Keep it short. A good handoff doc is 3–5 bullets, not a novel. If it takes longer than 2 minutes to write, you're including too much context that should live elsewhere.
The timing that makes it work
Send the handoff at the end of your workday, but structure it so your teammate sees it at the start of theirs. This means:
- Post it in a shared channel or doc that they check first thing
- Use a format that's scannable (bullets, not paragraphs)
- Include links to the actual work (PRs, designs, tickets) so they can dive in immediately
If your handoff arrives in the middle of their day, it gets buried. If it arrives at the start, it becomes their roadmap.
The context that actually matters
Most handoffs include too much background and not enough action. Your teammate doesn't need the full history—they need:
- The current state (where things stand right now)
- The decision that was made (if one was needed)
- The next step (what to do first)
Everything else—the discussion, the alternatives considered, the backstory—belongs in the ticket, PR description, or design doc. Link to it, don't repeat it.
When to break the async rule
Some handoffs need a live moment:
- The work is ambiguous and needs real-time discussion
- There's a blocker that requires immediate attention
- The context is too complex to write down quickly
But here's the key: schedule that live moment during your actual overlap window. Don't ask someone to join at 11pm for a handoff that could have been async. Use timezoners.com to see when you both have working hours that align, then book a short sync during that window.
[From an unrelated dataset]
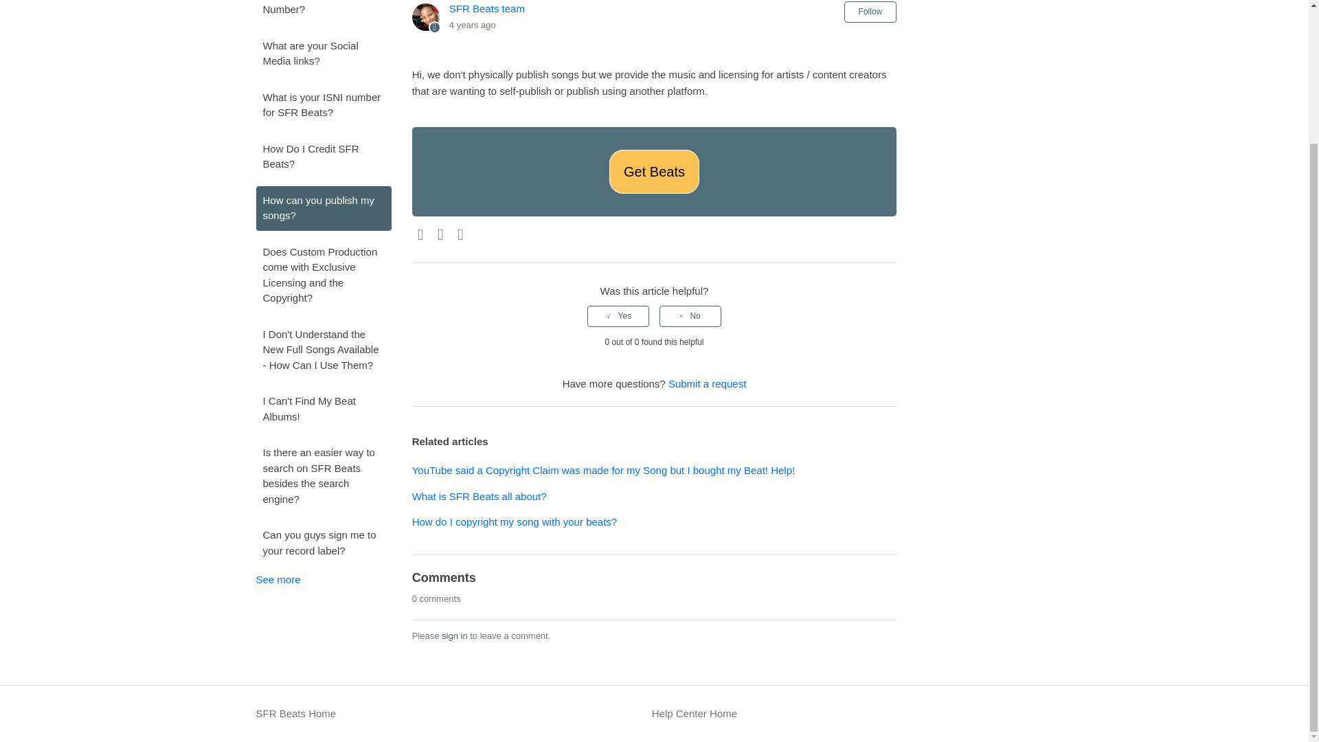 The image size is (1319, 742). What do you see at coordinates (618, 316) in the screenshot?
I see `Yes` at bounding box center [618, 316].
The test: can they start without you?
A good handoff means your teammate can begin work immediately without asking questions. If they're messaging you for clarification, the handoff wasn't complete.
Try this: write your handoff, then read it as if you're the person receiving it. Can you start working right away? If not, add the missing piece. Usually it's the "what's next" that's too vague.
Making it a habit
The best global teams make handoffs automatic. They don't think about it—they just do it. This happens when:
- The format is consistent (same structure every time)
- The location is predictable (same channel or doc)
- The timing is reliable (always at end of day)
Start with one handoff this week. Use the format above. See if your teammate can pick up without questions. If it works, make it the standard. If it doesn't, adjust the format until it does.
The goal isn't perfection—it's reducing the friction of working across timezones. When handoffs are seamless, your team moves faster even when you're never awake at the same time.